[Paper Review] Extracting Training Data from Diffusion Models
The paper demonstrates that state-of-the-art diffusion models memorize and can regurgitate individual training images, and presents attacks to extract memorized data across Stable Diffusion, Imagen, and CIFAR-10–trained models.
Image diffusion models such as DALL-E 2, Imagen, and Stable Diffusion have attracted significant attention due to their ability to generate high-quality synthetic images. In this work, we show that diffusion models memorize individual images from their training data and emit them at generation time. With a generate-and-filter pipeline, we extract over a thousand training examples from state-of-the-art models, ranging from photographs of individual people to trademarked company logos. We also train hundreds of diffusion models in various settings to analyze how different modeling and data decisions affect privacy.
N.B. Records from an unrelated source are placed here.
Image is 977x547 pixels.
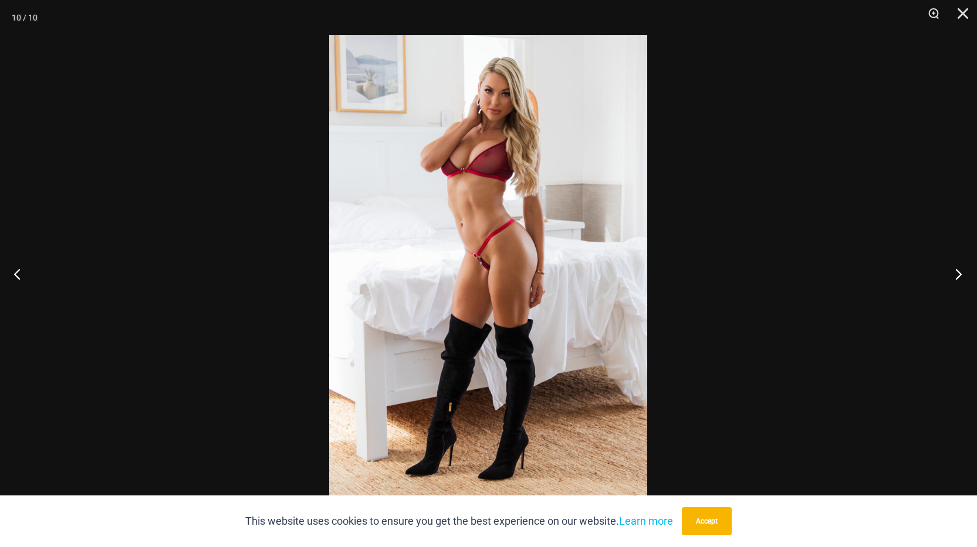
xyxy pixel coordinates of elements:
div: 10 / 10 [12,9,38,26]
button: Accept [682,507,731,536]
button: Next [933,245,977,303]
a: Learn more [619,515,673,527]
p: This website uses cookies to ensure you get the best experience on our website. [245,513,673,530]
img: Guilty Pleasures Red 1045 Bra 689 Micro 02 [329,35,647,512]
Overall, our results show that diffusion models are much less private than prior generative models such as GANs, and that mitigating these vulnerabilities may require new advances in privacy-preserving training.
Motivation & Objective
- Define memorization and extractability in image diffusion models.
- Show that diffusion models memorize training images and can regenerate near-copies.
- Analyze how model size, data, augmentation, and deduplication affect memorization.
- Evaluate privacy-preserving techniques and identify privacy-utility tradeoffs.
Proposed method
- Adapt and define $(\ell,\delta)$-extraction and $(k,\ell,\delta)$-eidetic memorization for diffusion models.
- Perform two-stage generate-and-filter attacks to extract memorized training images from diffusion models.
- Use CLIP-based embeddings to identify near-duplicate training images and construct a clique-based Memorization detector.
- Train multiple diffusion models on CIFAR-10 to study the impact of accuracy, hyperparameters, augmentation, and deduplication on privacy.
- Apply black-box and white-box membership inference attacks to assess privacy leakage.
Experimental results
Research questions
- RQ1Can diffusion models memorize and regurgitate training images?
- RQ2How does memorization depend on model size, training data, and training practices?
- RQ3What are effective practical attacks to extract memorized data from diffusion models?
- RQ4Do existing privacy-enhancing techniques provide acceptable privacy-utility tradeoffs for diffusion models?
- RQ5How do diffusion models compare to GANs in memorization-related privacy risks?
Key findings
- Diffusion models memorized and regenerated training images from Stable Diffusion and Imagen, with near-identical replicas identified.
- Extraction yielded over 100 memorized training examples across target models, including personal photos and logos, with many images lacking permissive licenses.
- Memorization rates correlate with data duplication; higher duplication leads to higher extraction rates, e.g., 93–109 memorized images identified under defined criteria.
- Imagen shows higher memorization risk than Stable Diffusion, particularly with larger capacity and training iterations.
- CIFAR-10 experiments reveal substantial memorization in smaller controlled diffusion models, with 2,500–1,280 extracted images depending on method; some memorized examples exist even in low-duplication settings.
- Traditional privacy tools (e.g., existing differential privacy-related techniques) do not yield favorable privacy-utility tradeoffs for diffusion models.
Better researchstarts right now
From paper design to paper writing, dramatically reduce your research time.
No credit card · Free plan available
This review was created by AI and reviewed by human editors.